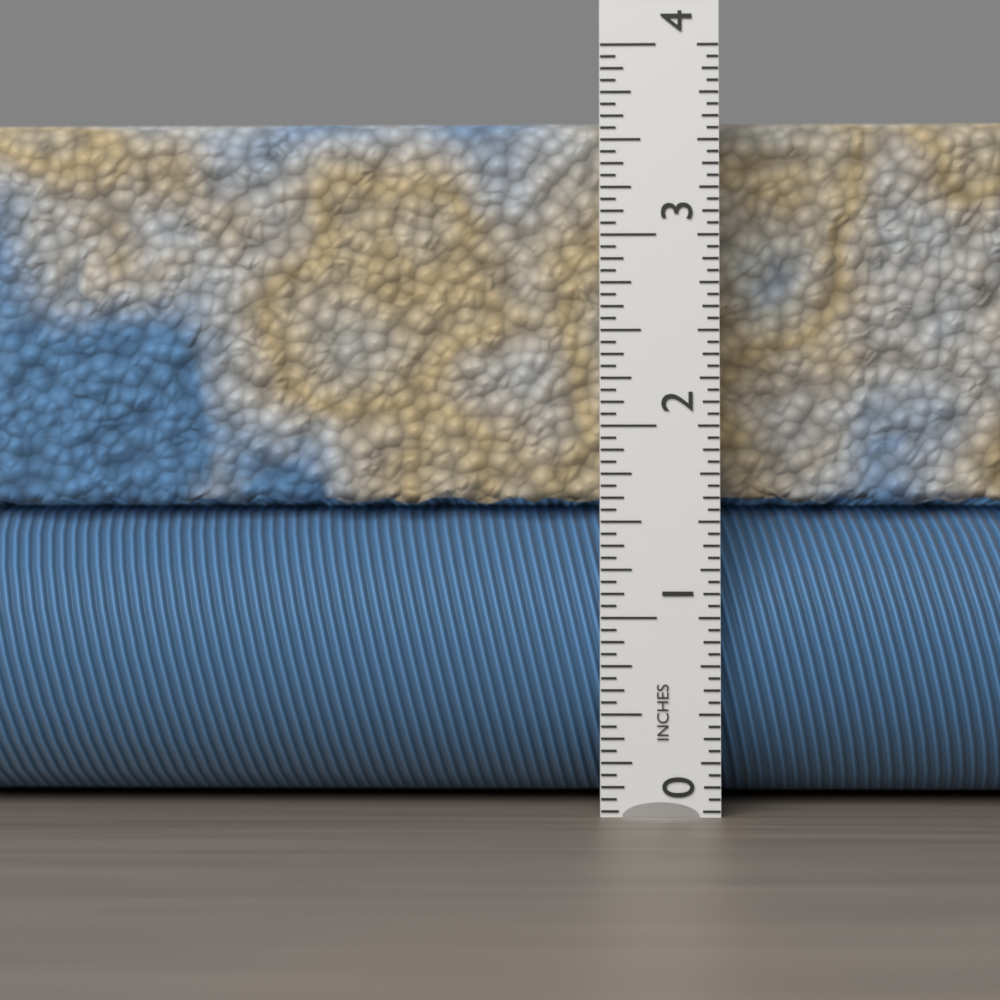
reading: 3.6875 in
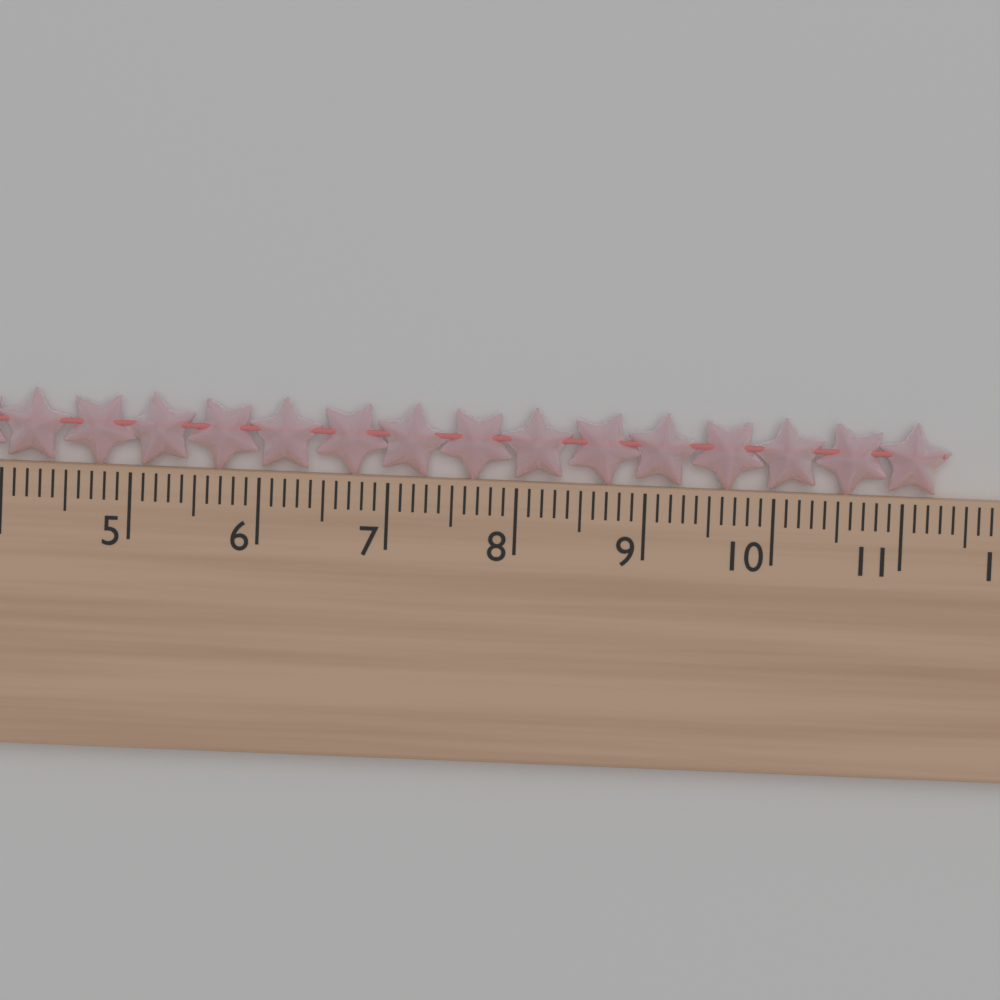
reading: 11.4 cm
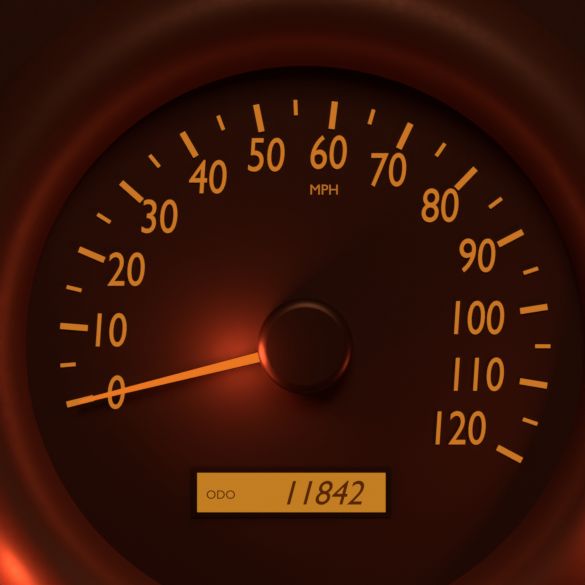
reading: 0 MPH
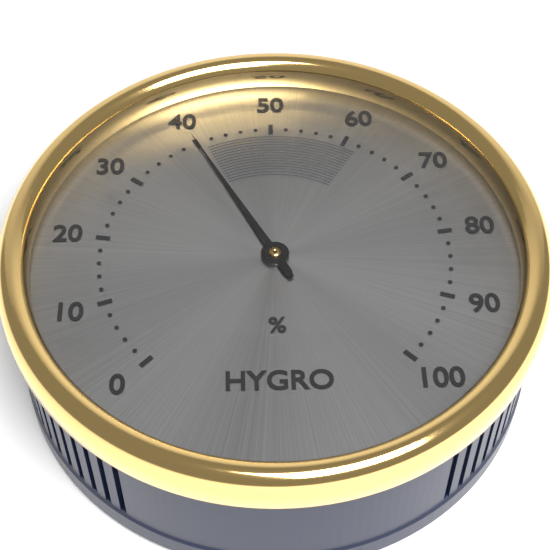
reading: 40 %
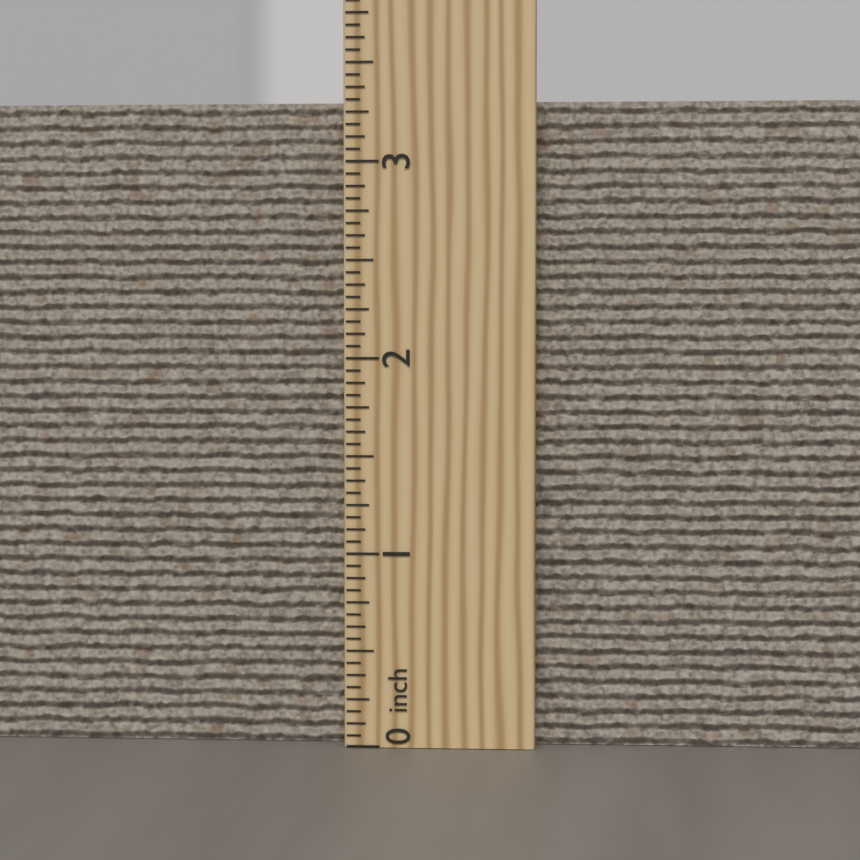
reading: 3.3125 inch
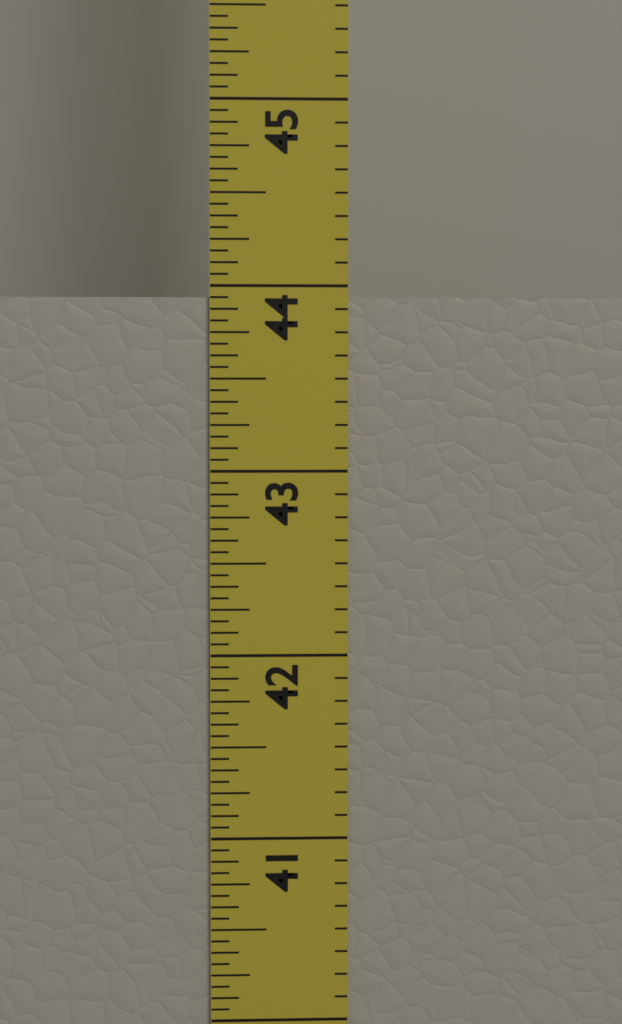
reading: 43.9375 in
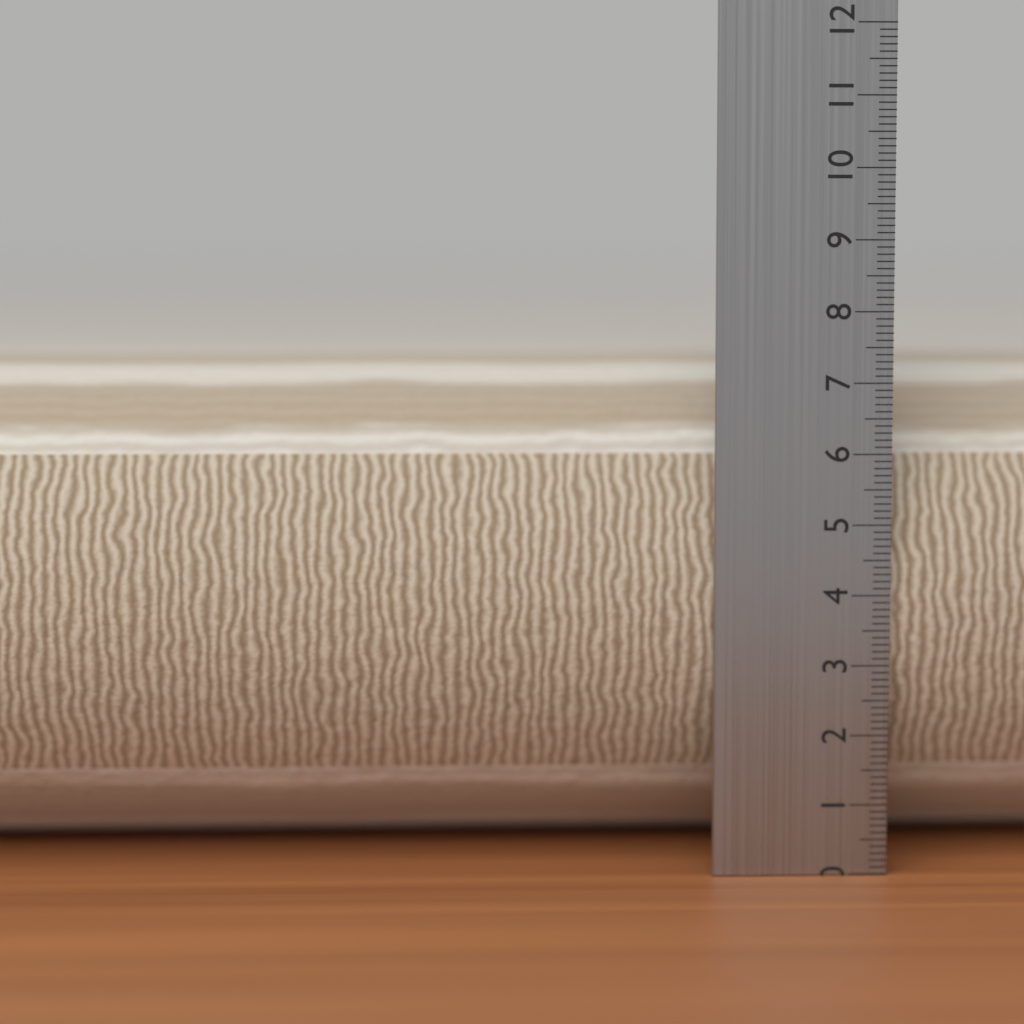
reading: 7.4 cm
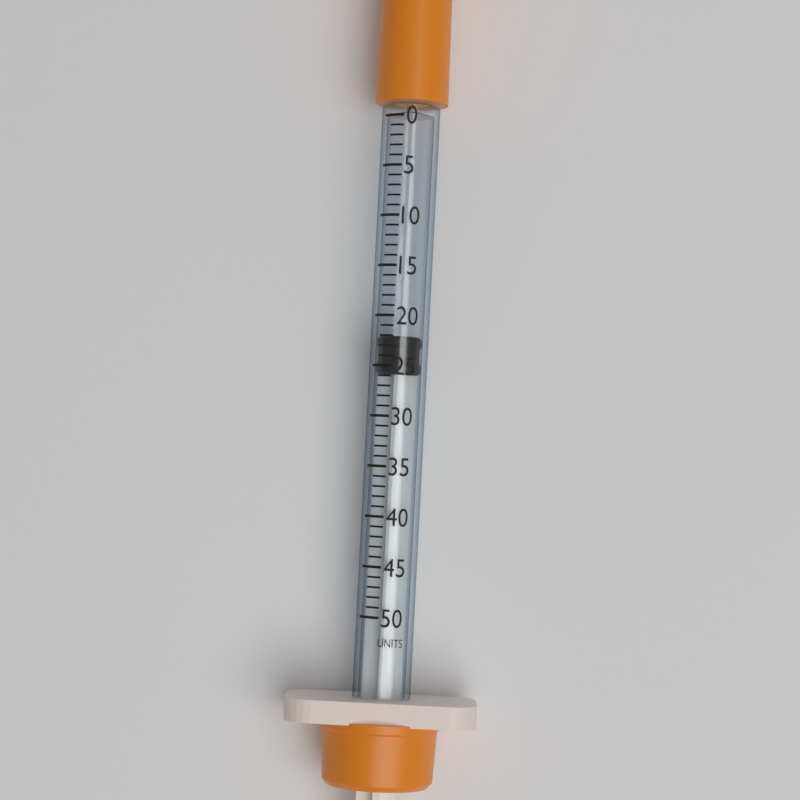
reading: 22 units
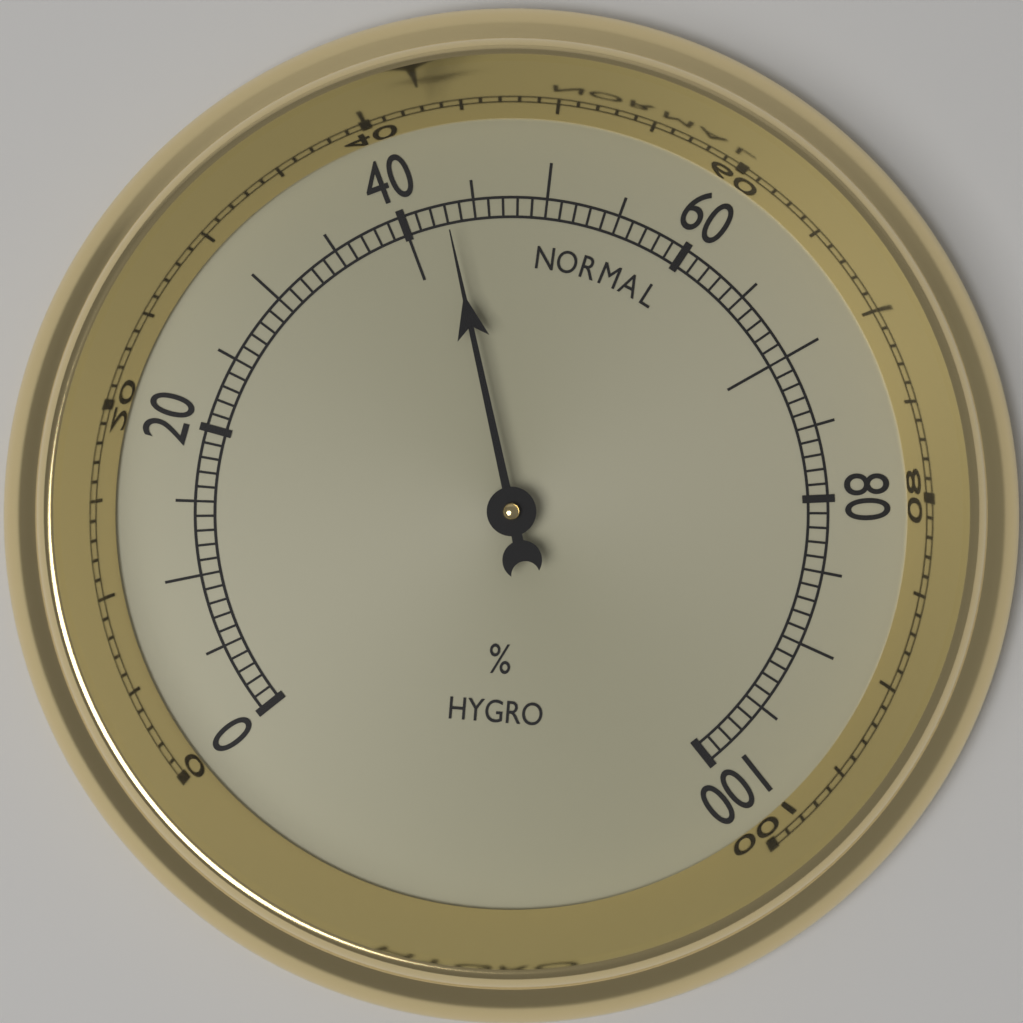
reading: 43 %
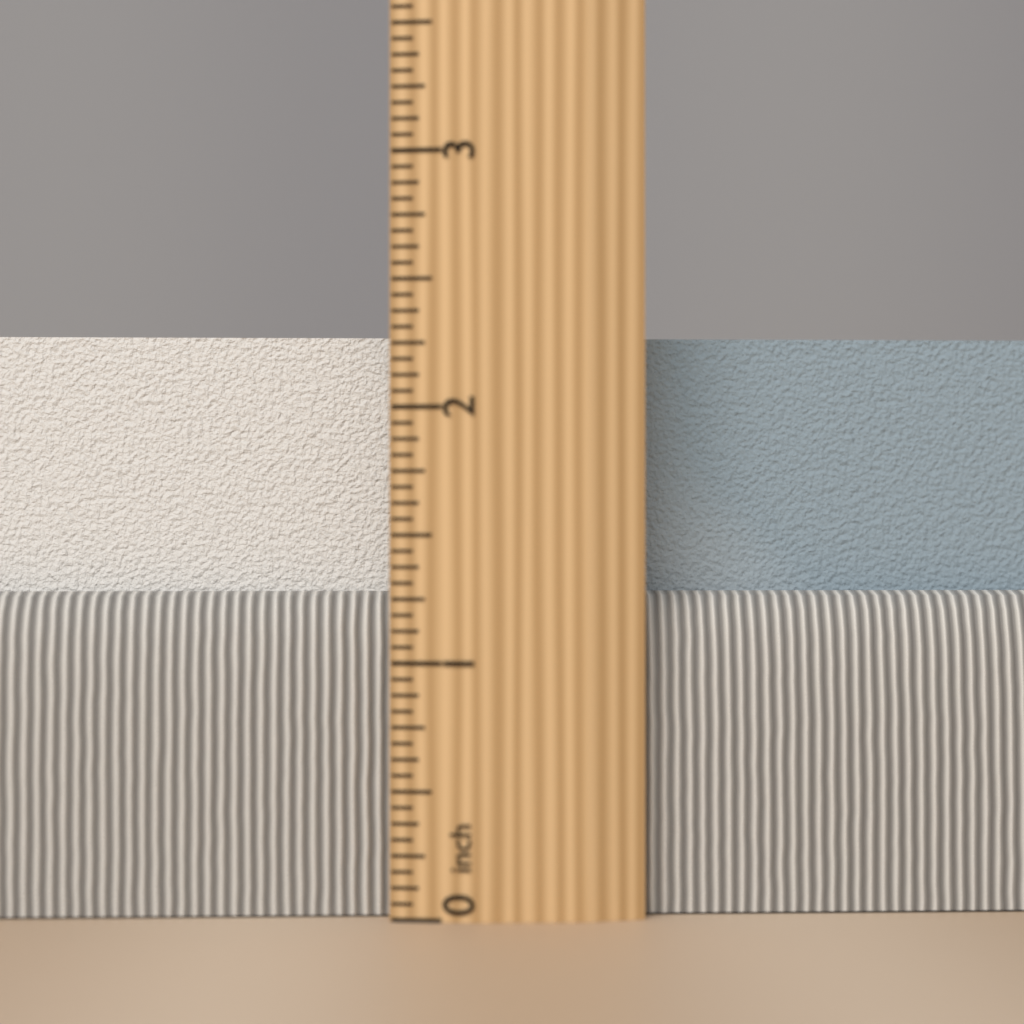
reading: 2.3125 inch
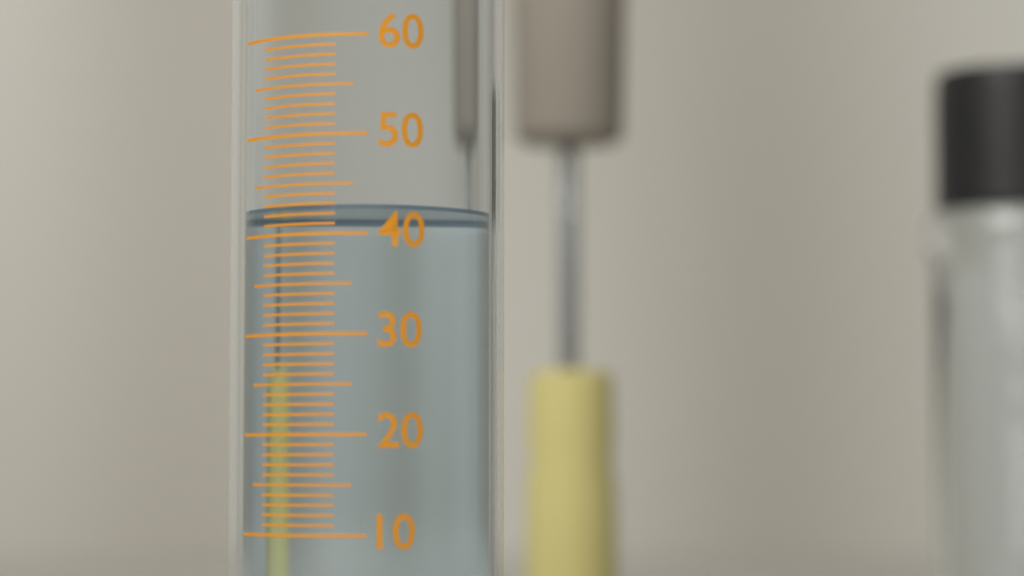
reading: 43 (no unit)
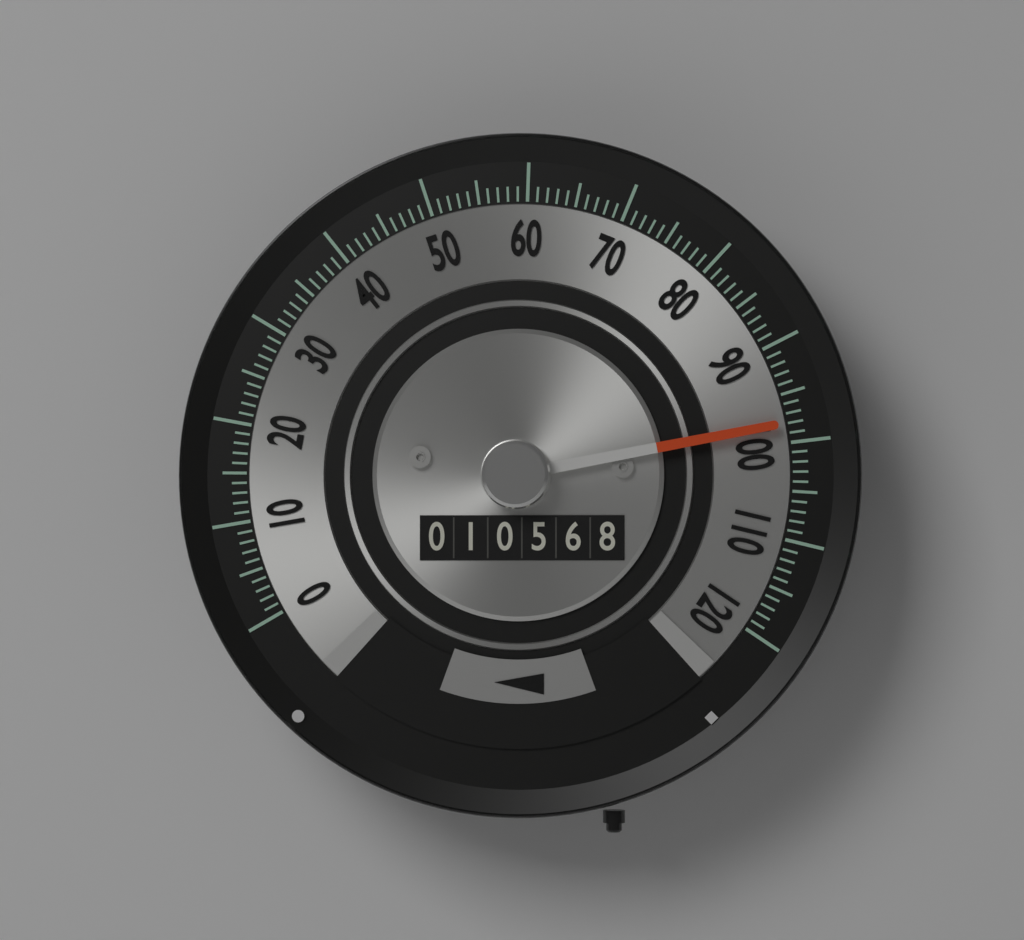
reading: 98 (no unit)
- - -
→ Requirement:
Please reproduce all the material exactly. Pictures stay out of the copy.

→ Solved problem:
reading: 3.6875 in
reading: 11.4 cm
reading: 0 MPH
reading: 40 %
reading: 3.3125 inch
reading: 43.9375 in
reading: 7.4 cm
reading: 22 units
reading: 43 %
reading: 2.3125 inch
reading: 43 (no unit)
reading: 98 (no unit)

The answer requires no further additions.